Each entry below needs to be transcribed verbatim; the images should not appear.
=== Begin Enclosure ===
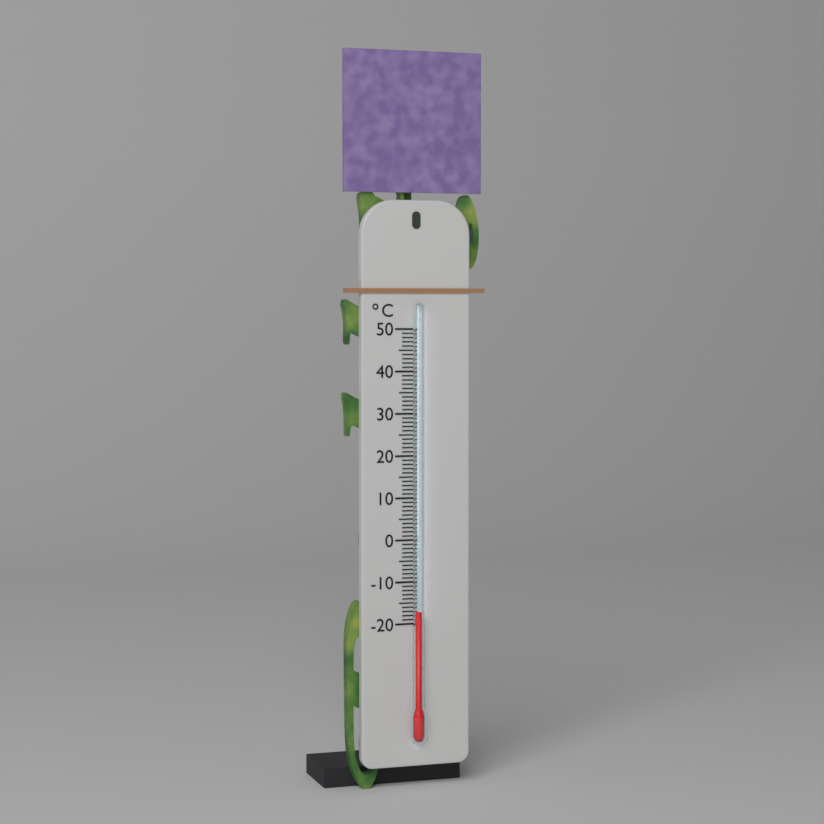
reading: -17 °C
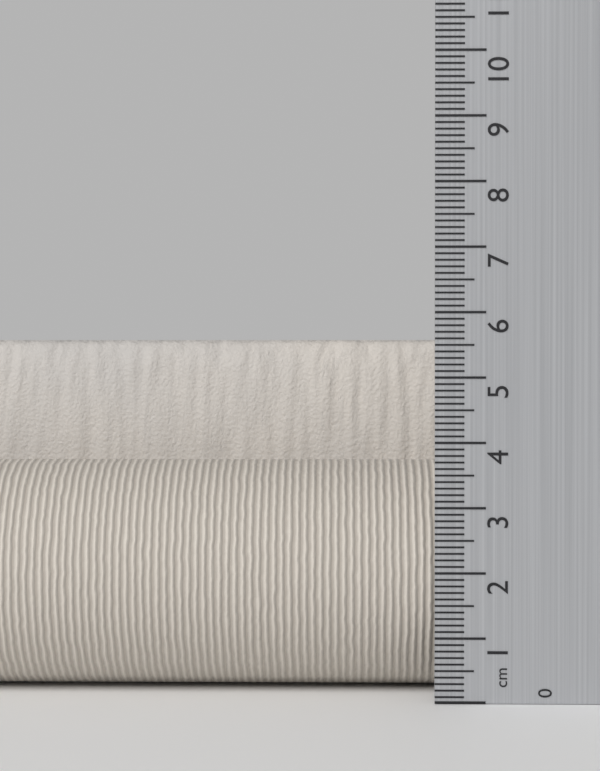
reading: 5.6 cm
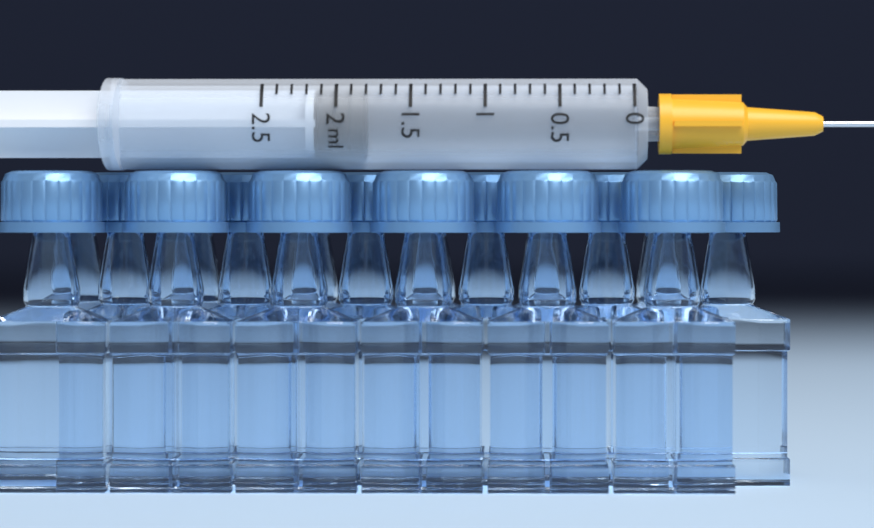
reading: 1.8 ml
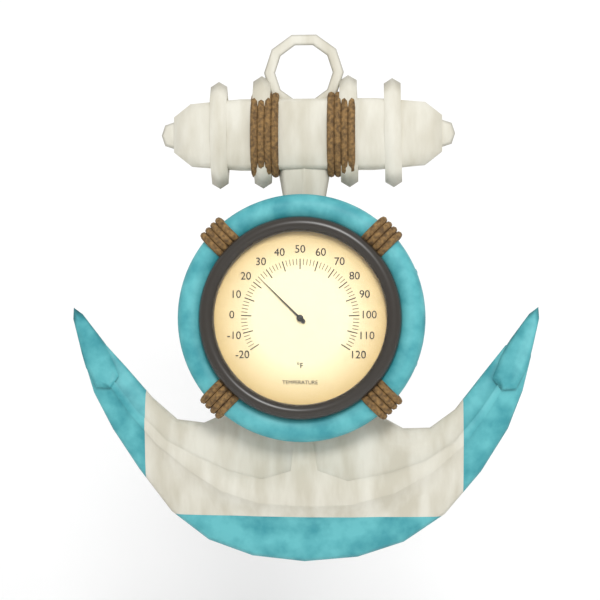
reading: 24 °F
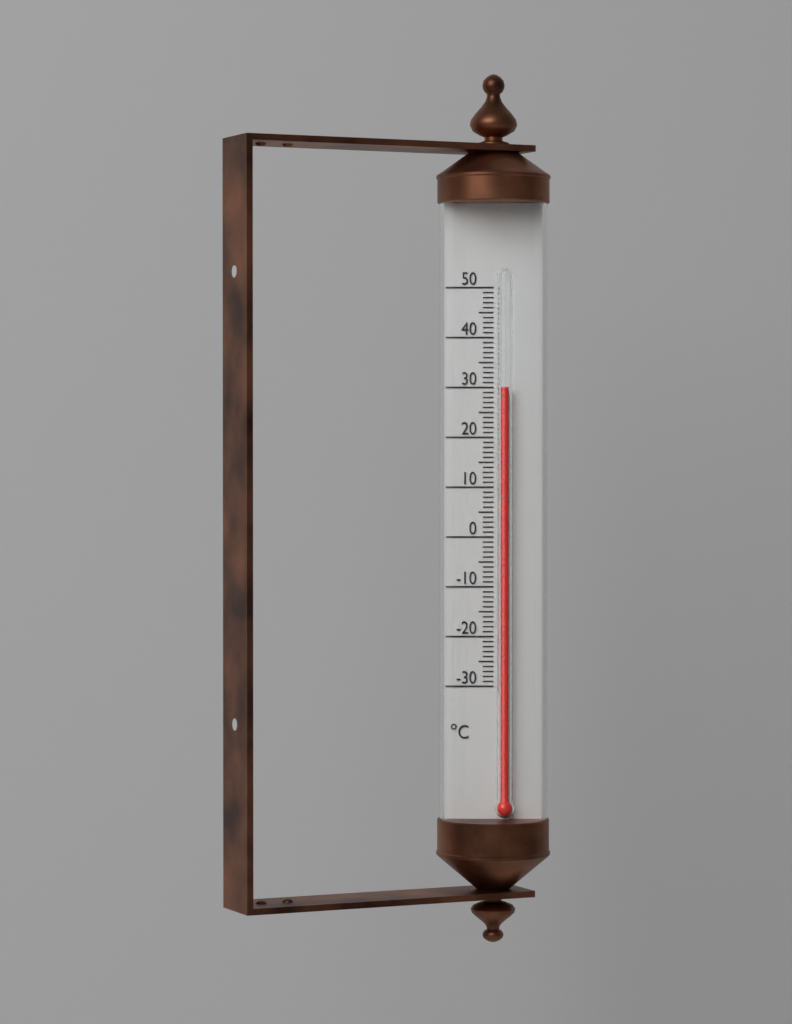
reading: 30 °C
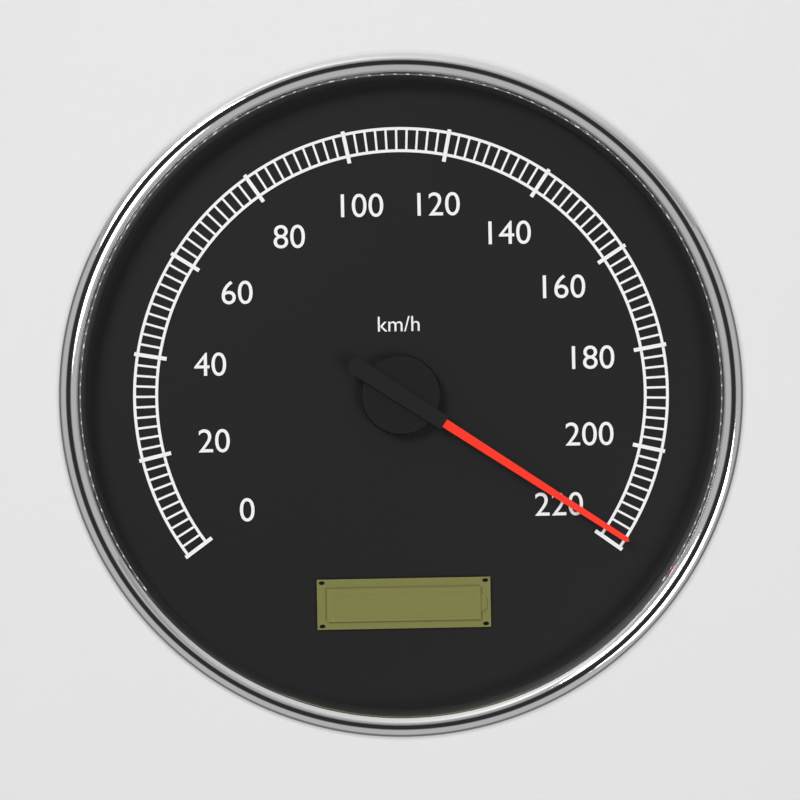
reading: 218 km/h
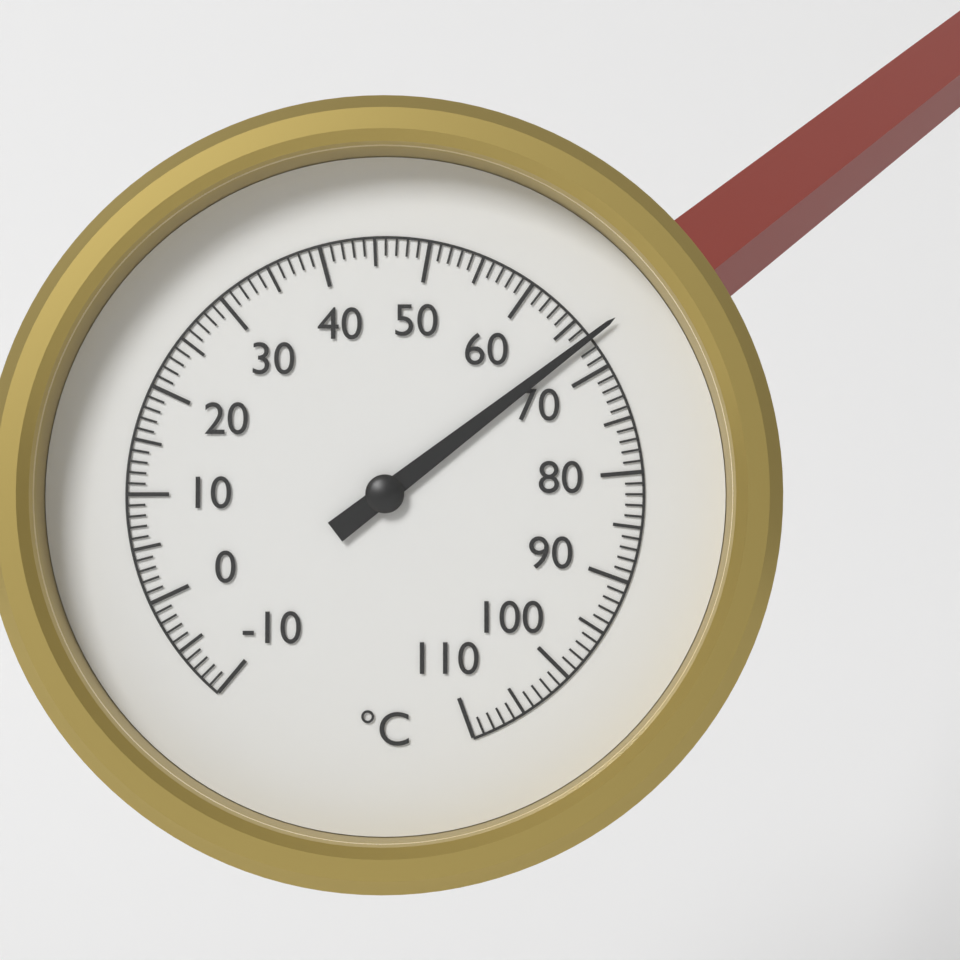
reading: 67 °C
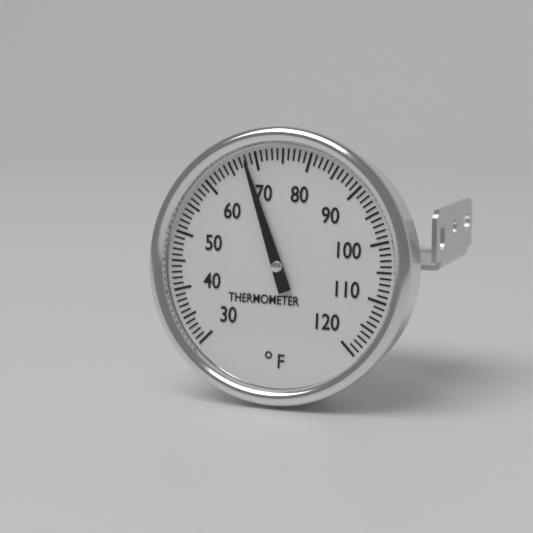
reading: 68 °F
=== End Enclosure ===
** WRITTEN SOLUTION **
reading: -17 °C
reading: 5.6 cm
reading: 1.8 ml
reading: 24 °F
reading: 30 °C
reading: 218 km/h
reading: 67 °C
reading: 68 °F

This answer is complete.